Simulation vs understanding: A tension, and not just in our profession

Friday May 7, 2021, 12:00 PM

Prof. Roald Hoffmann, the Frank H. T. Rhodes Professor of Humane Letters Emeritus at Cornell University

Photo: Simulation vs understanding: A tension, and not just in our profession

Abstract: Understanding, simulating, explaining are all ideas that have a common sense feel to them, but are not so simple to define. Certainly, computers, their power and speed, have transformed chemistry, and especially theory in chemistry. We can calculate almost anything, simulate/predict most observables. But do we understand what we calculate exceedingly well? Does the computer understand these? Does the person(s) who wrote the software understand  these observables?

          At times it feels like there is a wave, a Hokusai wave, crashing down on us, and not just in quantum chemistry. The wave is driven by information technology; its arms are machine learning, neural networks, and artificial intelligence.

          In this lecture I will move from the words, and philosophical ideas around them, to the practical way in which simulation and quantum chemistry interact with experiment today. I will describe the feeling of being beaten by computers, not just in playing chess or igo, but in the process of searching for a new chemical structure, The tension between simulation and understanding is there, of course, not only in chemistry – I will give examples of from economics, commerce,  and “big data.” There are deep moral implications  of AI and IT for all of us. No solutions at the end, just a recognition of the problem, a sketching of possible coexistence. And a plea to stay human.

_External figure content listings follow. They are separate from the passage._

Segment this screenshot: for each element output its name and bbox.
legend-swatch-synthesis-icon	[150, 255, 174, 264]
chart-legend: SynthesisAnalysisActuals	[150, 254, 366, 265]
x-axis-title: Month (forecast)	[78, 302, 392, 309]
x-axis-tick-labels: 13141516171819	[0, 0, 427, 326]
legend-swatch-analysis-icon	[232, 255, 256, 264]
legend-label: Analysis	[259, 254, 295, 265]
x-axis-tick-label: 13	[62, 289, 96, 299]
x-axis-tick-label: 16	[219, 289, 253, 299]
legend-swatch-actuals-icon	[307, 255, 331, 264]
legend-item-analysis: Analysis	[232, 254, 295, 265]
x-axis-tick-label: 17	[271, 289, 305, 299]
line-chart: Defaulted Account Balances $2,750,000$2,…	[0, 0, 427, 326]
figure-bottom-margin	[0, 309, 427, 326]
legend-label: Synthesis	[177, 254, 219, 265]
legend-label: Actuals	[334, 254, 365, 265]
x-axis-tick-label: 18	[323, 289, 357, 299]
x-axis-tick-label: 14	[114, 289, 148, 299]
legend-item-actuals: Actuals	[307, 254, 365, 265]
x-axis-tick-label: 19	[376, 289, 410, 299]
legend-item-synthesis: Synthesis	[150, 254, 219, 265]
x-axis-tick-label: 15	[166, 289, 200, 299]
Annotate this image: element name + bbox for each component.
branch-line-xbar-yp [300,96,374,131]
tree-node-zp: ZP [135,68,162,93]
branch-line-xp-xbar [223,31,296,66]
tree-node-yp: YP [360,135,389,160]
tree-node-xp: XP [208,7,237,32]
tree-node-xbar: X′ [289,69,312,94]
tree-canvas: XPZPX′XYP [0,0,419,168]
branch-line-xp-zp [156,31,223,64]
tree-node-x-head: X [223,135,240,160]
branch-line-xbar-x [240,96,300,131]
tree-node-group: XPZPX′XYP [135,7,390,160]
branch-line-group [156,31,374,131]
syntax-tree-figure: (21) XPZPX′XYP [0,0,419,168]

Bio: Roald Hoffmann was born in 1937 in Zloczow, Poland. Having survived the war, he came to the U.S. in 1949, and studied chemistry at Columbia and Harvard Universities (Ph.D. 1962). Since 1965 he is at Cornell University, now as the Frank H. T. Rhodes Professor of Humane Letters. He has received many of the honors of his profession, including the 1981 Nobel Prize in Chemistry (shared with Kenichi Fukui).

“Applied theoretical chemistry” is the way Roald Hoffmann likes to characterize the particular blend of computations stimulated by experiment and the construction of generalized models, of frameworks for understanding, that is his contribution to chemistry. The pedagogical perspective is very strong in his work.

Notable at the same time is his reaching out to the general public; he participated, for example, in the production of a television course in introductory chemistry titled “The World of Chemistry,” shown widely since 1990. And, as a writer, Hoffmann has carved out a land between science, poetry, and philosophy, through many essays and three books, Chemistry Imagined with artist Vivian Torrence, The Same and Not the Same and Old Wine (translated into six languages), New Flasks: Reflections on Science and Jewish Tradition, with Shira Leibowitz Schmidt.

Hoffmann is also an accomplished poet and playwright. He began writing poetry in the mid-1970s, eventually publishing the first of a number of collections, The Metamict State, in 1987, followed three years later by Gaps and Verges, then Memory Effects (1999), Soliton (2002), and most recently, in Spanish, Catalista. He has also co-written a play with fellow chemist Carl Djerassi, entitled Oxygen, which has been performed worldwide, translated into ten languages. A second play by Roald Hoffmann, Should’ve, had its initial workshop production in Edmonton, Canada in 2006.

Unadvertised, a monthly cabaret Roald runs at the Cornelia Street Caf in Greenwich Vilage, “Entertaining Science,” has become the hot cheap ticket in NYC.